Yeah, a TKO would work too. The point is to be beaten to the point where you cant continue. Grappling arts have a mechanism that can do that without causing lasting damage, and that has always been its advantage over striking arts.
It really is a testament to the genius of Jigoro Kano.
Body shots.
Yeah, that's why I brought up Kyokushin. Getting blasted like that as you move up belts, and then finishing it off with a 30 vs 1 kumite to get your black belt will definitely build character.
The problem is in "control sparring", you won't experience "shirt catch on fire" feeling. The fear of being knock out is one price that you have to pay to experience a real fight.

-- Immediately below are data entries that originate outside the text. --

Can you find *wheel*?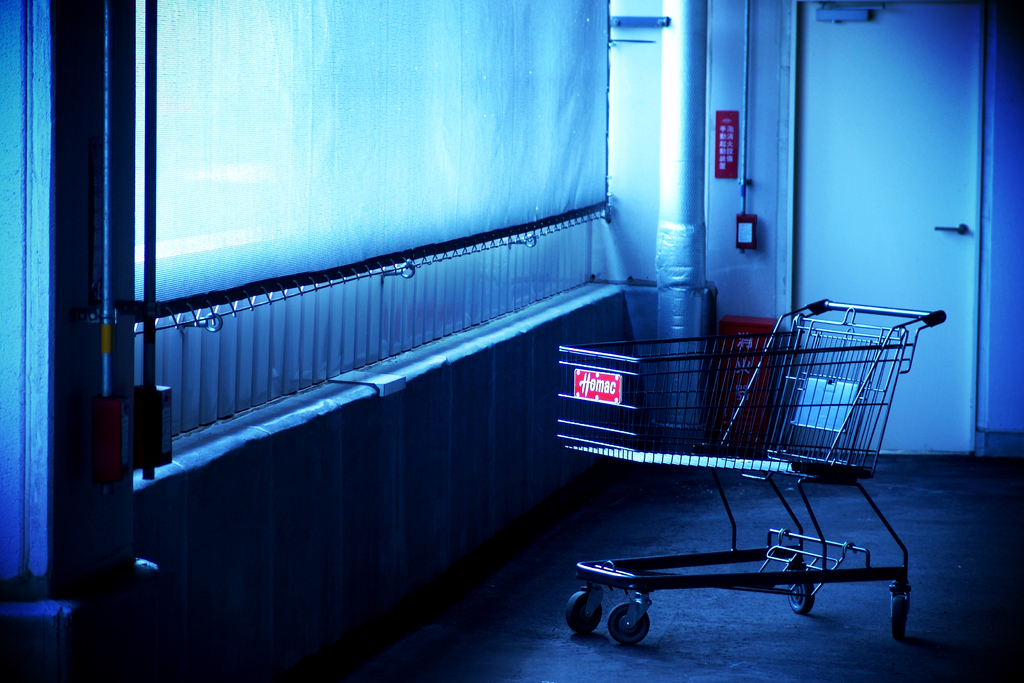
Yes, bounding box: 557,588,604,638.
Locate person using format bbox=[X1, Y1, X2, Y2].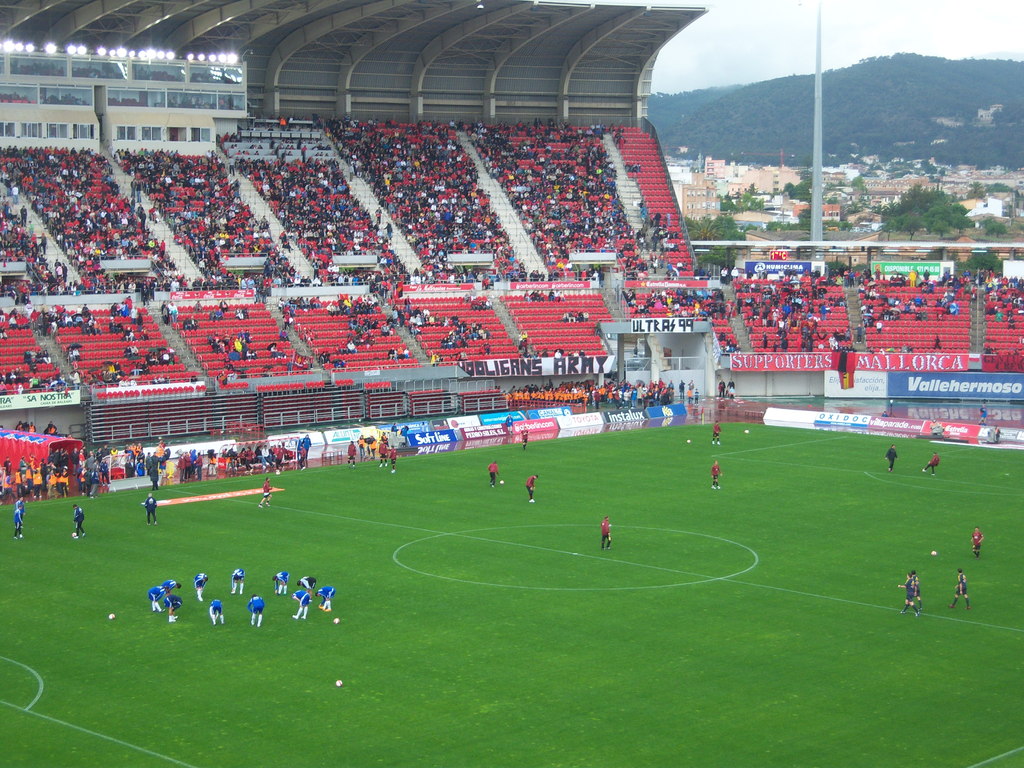
bbox=[147, 584, 164, 611].
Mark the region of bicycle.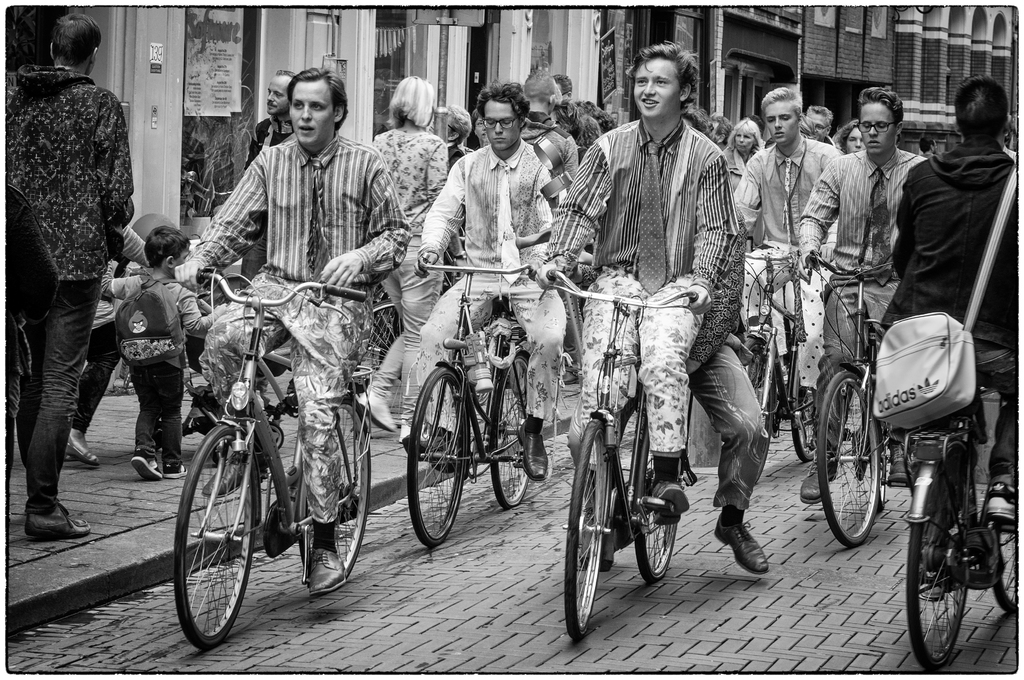
Region: 895/345/1023/675.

To spar with plastic knifes (you can relax) is different from to spar with real knifes (you cannot relax). Old soldiers are more valuable than new soldiers because old soldiers have experience "killing".
I don’t find all sparring partners are that convincing to each other.So in other words, no. You're not.
You don't need to break their arm for them to know you could have. I don't need to knock them out for them to know I could have.
Same same.
I’ve done both. The difference is less than I expected.Just like control sparring and full contact sparring, there is difference between rock climbing with rope,
and rock climbing without rope.
I don’t know how anybody else’s spars in their striking art, but in sparring that I know, when you’re finished with the sparring session everybody involved knows who was better that day.
Kind of hard not to.
I had trained seriously full contact for 8 months (4 times a week, 2 hours per section). During that 8 months, my body was always in pain. One thing that I had learned was I didn't mind to get punched on my body. But I tried to protect my head as much as I could. That was how I got the "rhino guard" idea.I don’t know how anybody else’s spars in their striking art,
Yeah, but nothing beats the look on the face of a huge burly man when he got tapped-out multiple times by a woman half his size.
Well, nothing except those big burly men getting choked out and then pooping in their shorts (true story).
In Chinese wrestling, nothing can be more fun than to throw your opponent down while you are still standing on single leg balance and look at him.I’ve enjoyed that as well while grappling. But what I’ve enjoyed just as much was when the big, burly guy throws something at you, especially with intent, and you kick his feet out and smack him upside the head WHILE he’s going down.
And that look stays there as he’s getting up. Priceless.